The line with "What do you see at coordinates (113, 35)", the line with "What do you see at coordinates (117, 36)", and all lines between them in the material below: return these exactly, and no others.
====== Data for review ======
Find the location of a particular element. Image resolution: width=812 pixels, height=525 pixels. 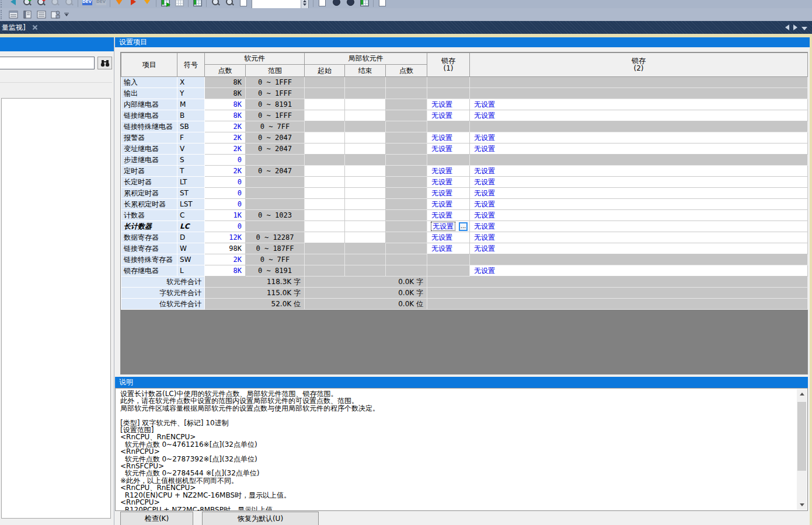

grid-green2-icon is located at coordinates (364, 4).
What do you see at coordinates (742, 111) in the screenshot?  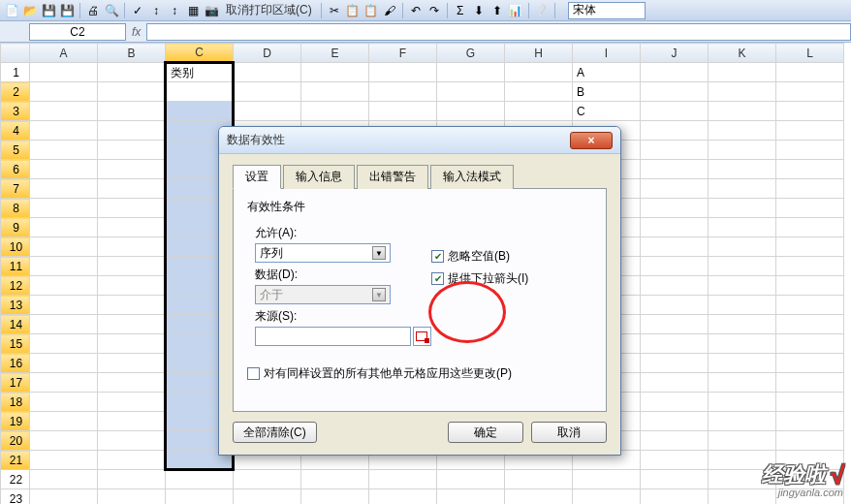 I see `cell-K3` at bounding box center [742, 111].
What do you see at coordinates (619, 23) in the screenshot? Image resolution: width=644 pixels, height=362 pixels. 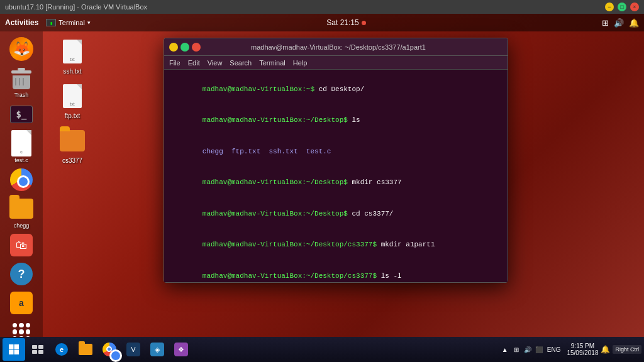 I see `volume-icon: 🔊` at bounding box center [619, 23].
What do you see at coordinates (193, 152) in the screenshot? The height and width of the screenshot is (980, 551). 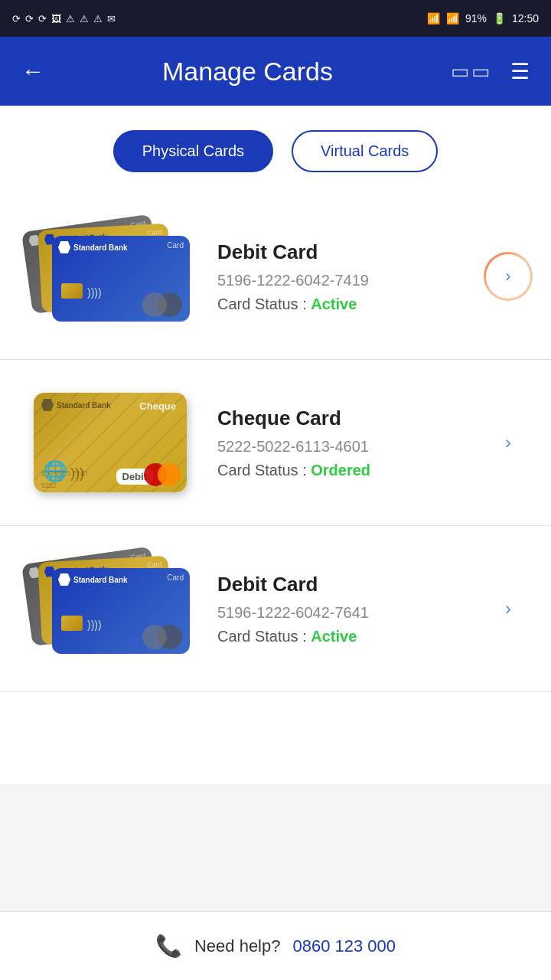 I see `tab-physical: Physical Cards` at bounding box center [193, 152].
======
====== Data for review ======
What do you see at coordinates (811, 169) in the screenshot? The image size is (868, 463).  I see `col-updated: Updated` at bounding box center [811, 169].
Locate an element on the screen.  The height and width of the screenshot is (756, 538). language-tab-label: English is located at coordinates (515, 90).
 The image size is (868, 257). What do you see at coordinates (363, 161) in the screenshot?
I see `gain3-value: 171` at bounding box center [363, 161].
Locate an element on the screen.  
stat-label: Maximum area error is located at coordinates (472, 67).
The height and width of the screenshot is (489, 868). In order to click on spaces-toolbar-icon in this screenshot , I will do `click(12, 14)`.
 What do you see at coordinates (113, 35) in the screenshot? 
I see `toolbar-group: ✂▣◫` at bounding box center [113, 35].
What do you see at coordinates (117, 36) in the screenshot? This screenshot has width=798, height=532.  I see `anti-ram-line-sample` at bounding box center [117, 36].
======
__Exercise solution__.
 What do you see at coordinates (113, 35) in the screenshot? 
I see `toolbar-group: ✂▣◫` at bounding box center [113, 35].
What do you see at coordinates (117, 36) in the screenshot? This screenshot has width=798, height=532.  I see `anti-ram-line-sample` at bounding box center [117, 36].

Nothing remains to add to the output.